## RECORDS FOR THIS EXERCISE
>>>
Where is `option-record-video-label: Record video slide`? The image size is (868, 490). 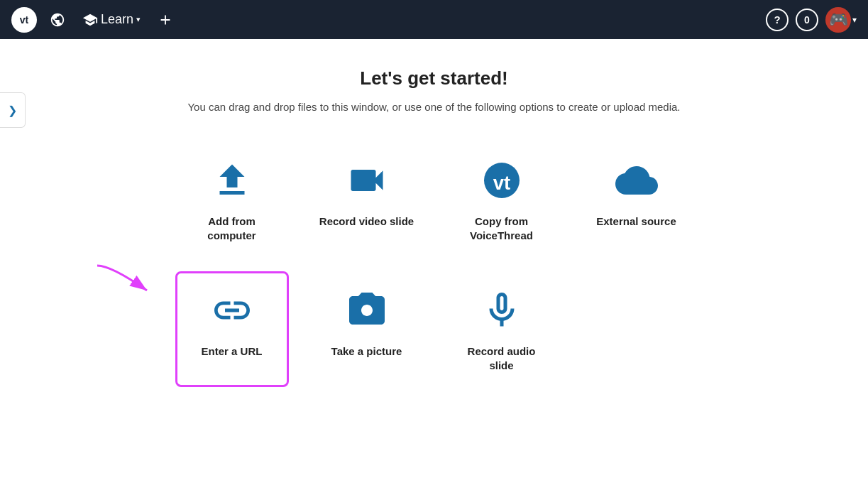 option-record-video-label: Record video slide is located at coordinates (366, 222).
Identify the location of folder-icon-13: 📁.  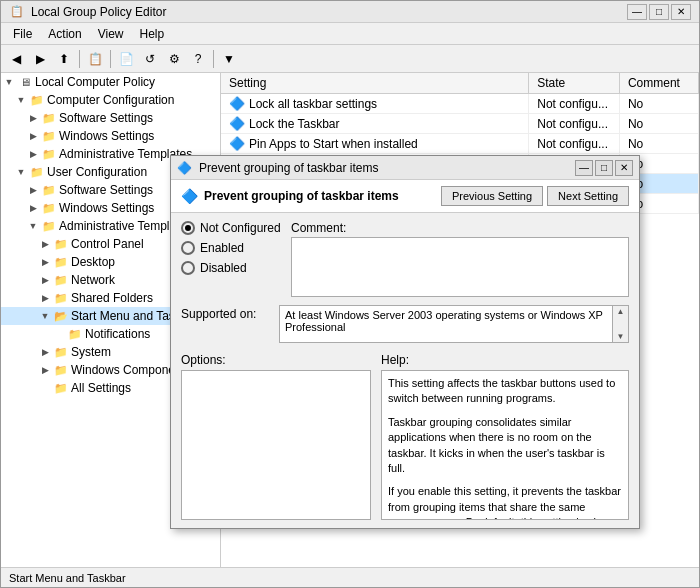
(75, 334).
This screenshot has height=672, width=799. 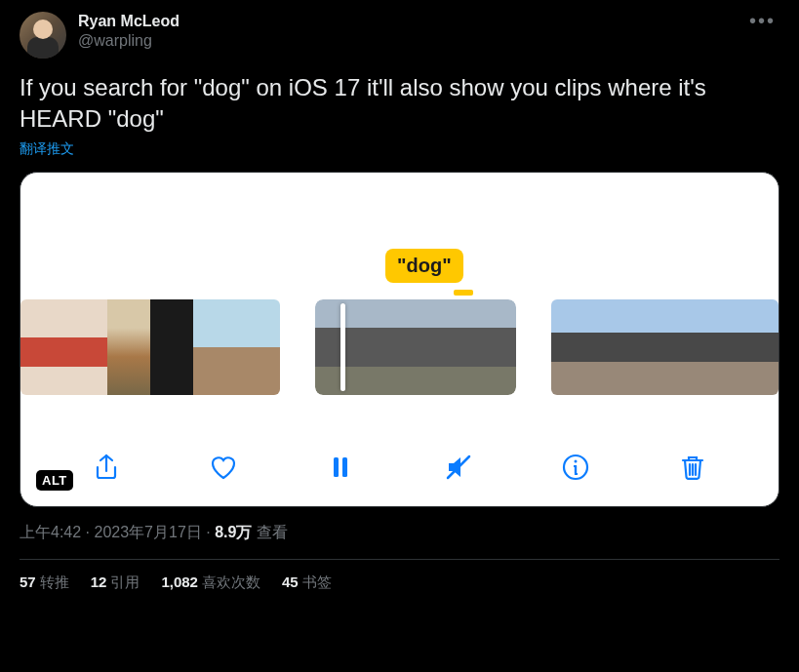 What do you see at coordinates (400, 533) in the screenshot?
I see `tweet-meta: 上午4:42 · 2023年7月17日 · 8.9万 查看` at bounding box center [400, 533].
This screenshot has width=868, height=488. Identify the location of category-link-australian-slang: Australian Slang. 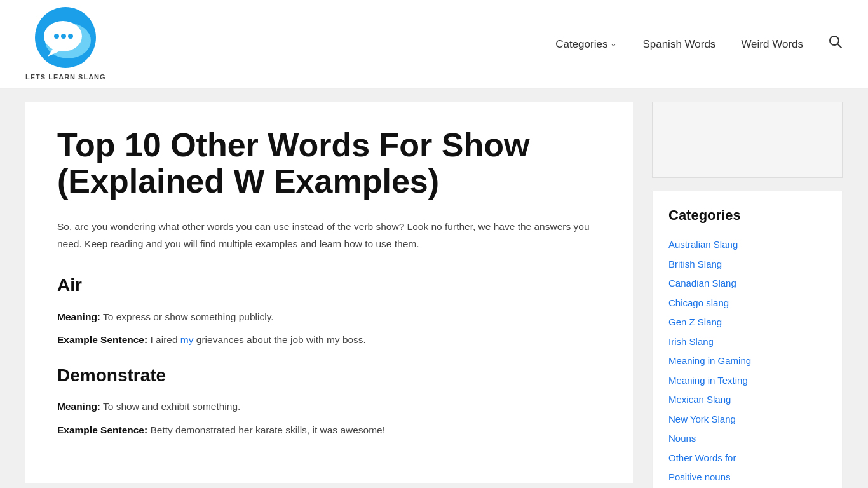
(747, 245).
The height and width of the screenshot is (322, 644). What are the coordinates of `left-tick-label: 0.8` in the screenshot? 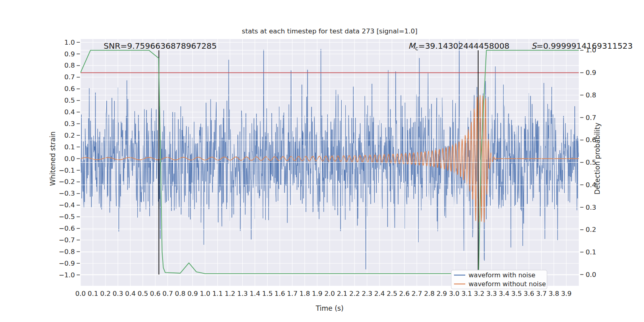 It's located at (70, 65).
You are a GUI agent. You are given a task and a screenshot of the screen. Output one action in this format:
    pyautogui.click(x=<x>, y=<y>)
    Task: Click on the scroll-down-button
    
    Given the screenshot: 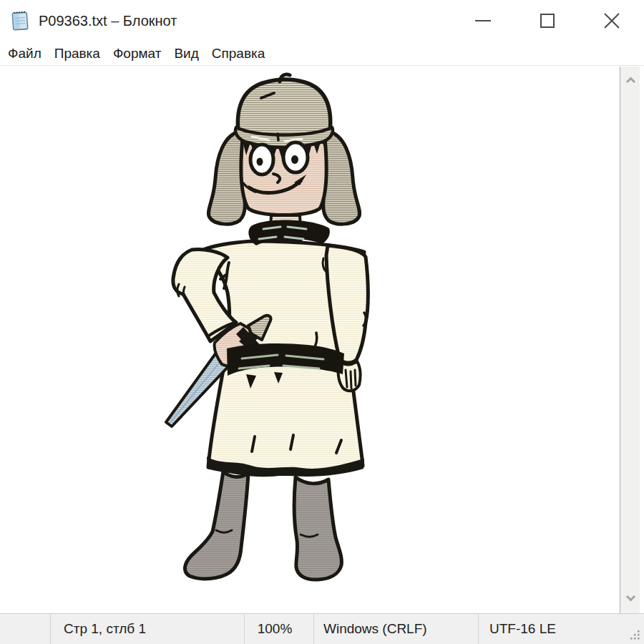 What is the action you would take?
    pyautogui.click(x=630, y=598)
    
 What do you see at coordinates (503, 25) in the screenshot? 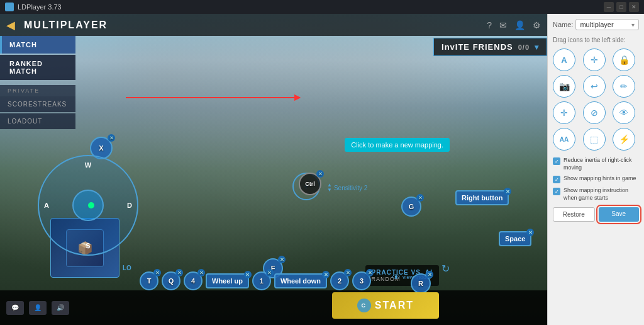
I see `mail-icon: ✉` at bounding box center [503, 25].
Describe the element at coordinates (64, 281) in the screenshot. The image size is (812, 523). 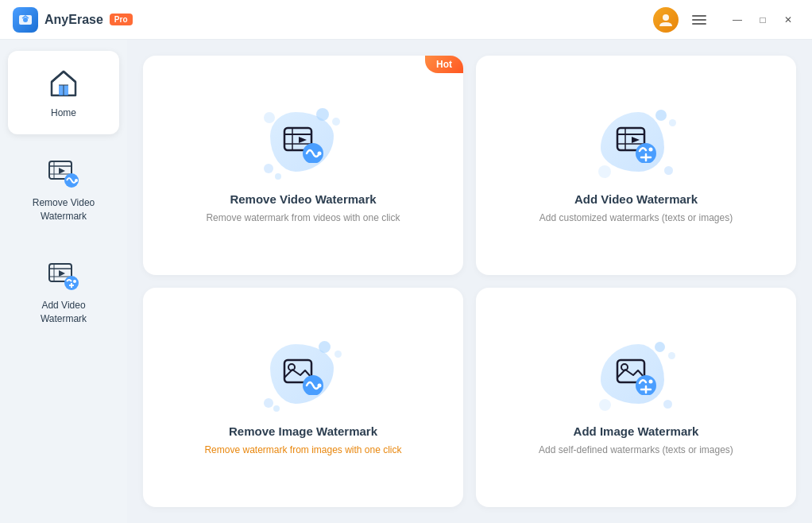
I see `sidebar: Home Remove VideoWatermark` at that location.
<<<
## YOUR INSTRUCTIONS
With the pictures excluded, retype exactly the lines from the one containing "What do you see at coordinates (503, 25)" through the last line of the listing, both ends included.

## EXPECTED OUTPUT
 What do you see at coordinates (503, 25) in the screenshot? 
I see `mail-icon: ✉` at bounding box center [503, 25].
Describe the element at coordinates (64, 281) in the screenshot. The image size is (812, 523). 
I see `sidebar: Home Remove VideoWatermark` at that location.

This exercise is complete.